We’re experiencing critical failures with our RPA automation workflows when triggered from iOS mobile notifications. The setup works perfectly on Android, but iOS users report missed automations consistently.
Our process: Users receive push notifications for pending approvals → tap notification → this should trigger background RPA job to sync data and prepare the approval form. On iOS, the background job never completes when the app wasn’t already running. We’re using OutSystems Mobile with the standard notification plugin.
The iOS background execution limits seem to be killing our process, but we need these automations to be user-initiated and responsive. Has anyone solved background RPA processing on iOS with OutSystems Mobile? We’re losing critical approval workflows because of these missed automations.
Current approach:
Notifications.registerCallback(function(notification) {
RPA.triggerBackgroundSync(notification.data.workflowId);
Navigation.navigateTo("ApprovalScreen");
});
That makes sense. So essentially treat the mobile app as the trigger interface only, not the execution environment. One concern: our approval workflows need to be offline-capable. If we move RPA to server-side, users without connectivity can’t complete approvals. How do others handle offline mobile RPA scenarios?
Thanks Maria. The RPA jobs typically run 45-90 seconds, so that explains the timeout. Moving to server-side defeats the purpose though - we need the mobile context (user location, device ID) for the automation. Is there a way to request extended background time in OutSystems Mobile, or should we be using a different plugin approach?
Here’s the complete solution addressing iOS background limits, OutSystems Mobile Plugins, and user-initiated triggers:
Architecture Change Required:
- Immediate Mobile Context Capture (under 5 seconds):
Notifications.registerCallback(function(notification) {
var context = {
userId: $parameters.UserId,
location: Device.getLocation(),
timestamp: Date.now()
};
ServerActions.InitiateRPAWorkflow(notification.data.workflowId, context);
Navigation.navigateTo("ApprovalScreen", {jobId: response.JobId});
});
-
Server-Side RPA Execution: Move your 45-90 second automation to OutSystems server-side process automation. The mobile app just initiates and monitors.
-
Real-time Status Updates: Use OutSystems Mobile’s WebSocket plugin or polling mechanism:
setInterval(function() {
ServerActions.CheckJobStatus($parameters.JobId).then(function(status) {
if (status.IsComplete) { /* update UI */ }
});
}, 2000);
iOS Background Handling: For the notification tap itself, use beginBackgroundTaskWithExpirationHandler through a custom OutSystems plugin if you need guaranteed completion of the initiation call. But keep this under 10 seconds.
Offline Support: Implement queue-based approach - store approval decisions locally with OutSystems Local Storage plugin, sync when online. The RPA workflow executes server-side after sync, not during the mobile interaction.
Testing: iOS Simulator doesn’t accurately reflect background time limits. Test on physical devices with the app fully terminated, not just backgrounded.
This architecture respects iOS constraints while maintaining user-initiated trigger semantics. The automation still responds to user action, it just executes server-side where it belongs for reliability and cross-platform consistency.
You’re mixing concerns here. RPA workflows shouldn’t depend on mobile device context for 45-90 second operations. Split your process: capture the mobile context immediately (location, device ID) and pass it to a server-side RPA job as parameters. The mobile app just initiates and monitors. Use OutSystems’ background task API to start the server job, then poll for completion or use websockets for real-time updates. The mobile plugin limitation isn’t your real problem - it’s the architectural assumption that RPA must run client-side. iOS will never give you 90 seconds of background processing reliably, regardless of which plugin you use.
Offline RPA is contradictory - RPA by definition automates interactions with other systems, which requires connectivity. For offline approvals, you’re looking at local data sync, not RPA. Cache the approval data when online, allow offline decision capture, then sync when connectivity returns. The RPA workflow (data validation, system updates, notifications to other users) happens server-side after sync. Don’t try to force RPA into offline mobile scenarios.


§ **Brief**:
Retype the data below exactly, skipping pictures.

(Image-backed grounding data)

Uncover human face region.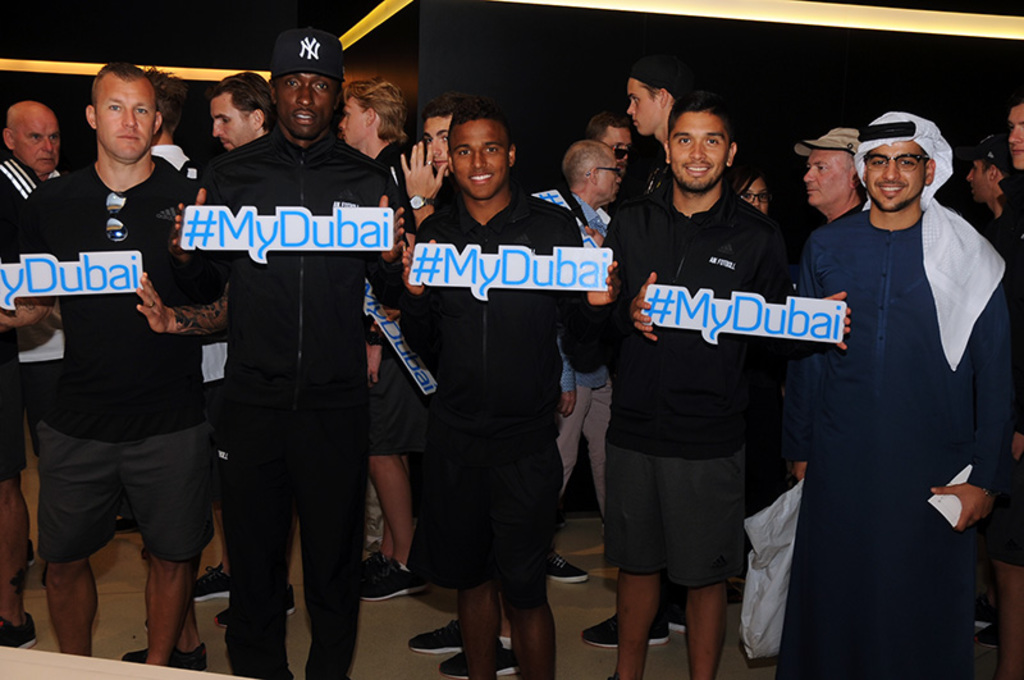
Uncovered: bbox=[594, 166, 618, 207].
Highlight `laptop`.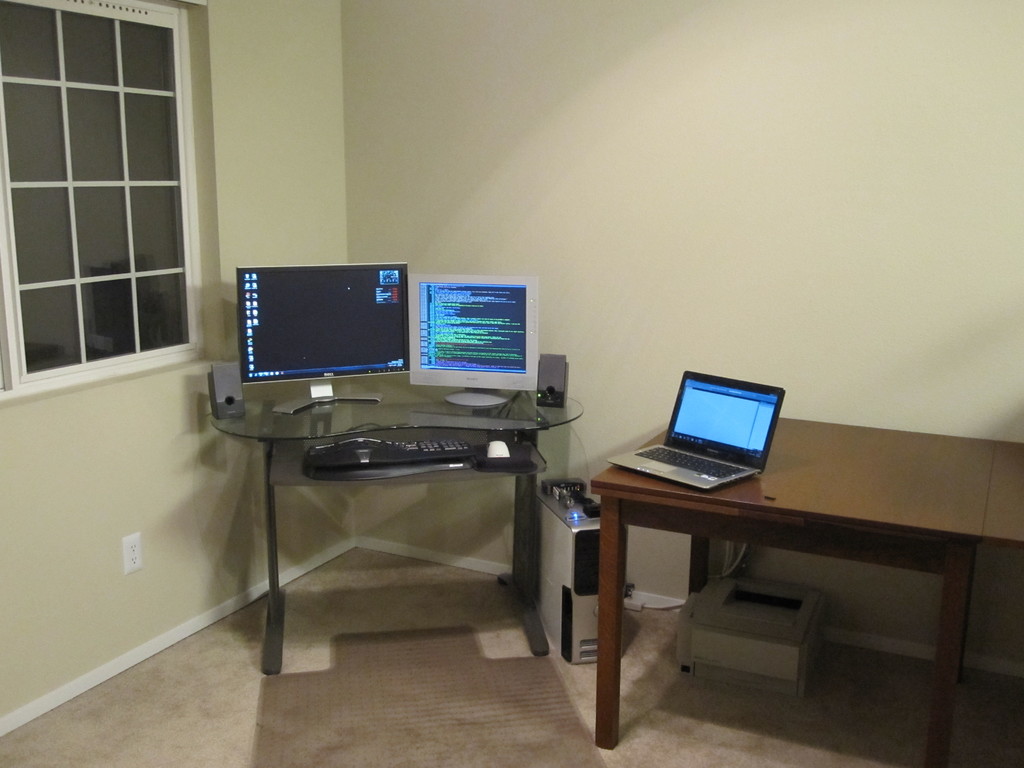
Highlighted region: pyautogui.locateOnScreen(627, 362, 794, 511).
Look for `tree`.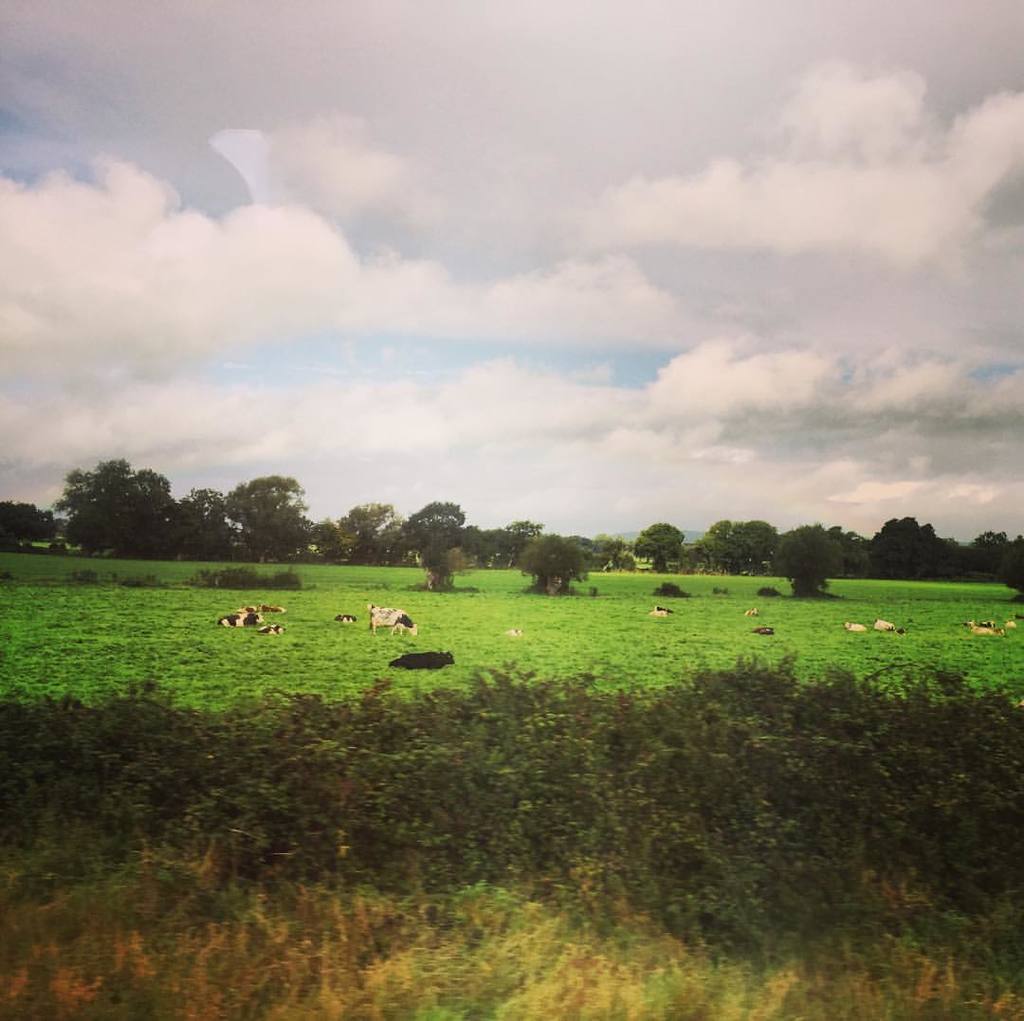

§ **Response**:
Uncover human face region.
Uncovered: bbox=[594, 166, 618, 207].
Highlight `laptop`.
Highlighted region: pyautogui.locateOnScreen(627, 362, 794, 511).
Look for `tree`.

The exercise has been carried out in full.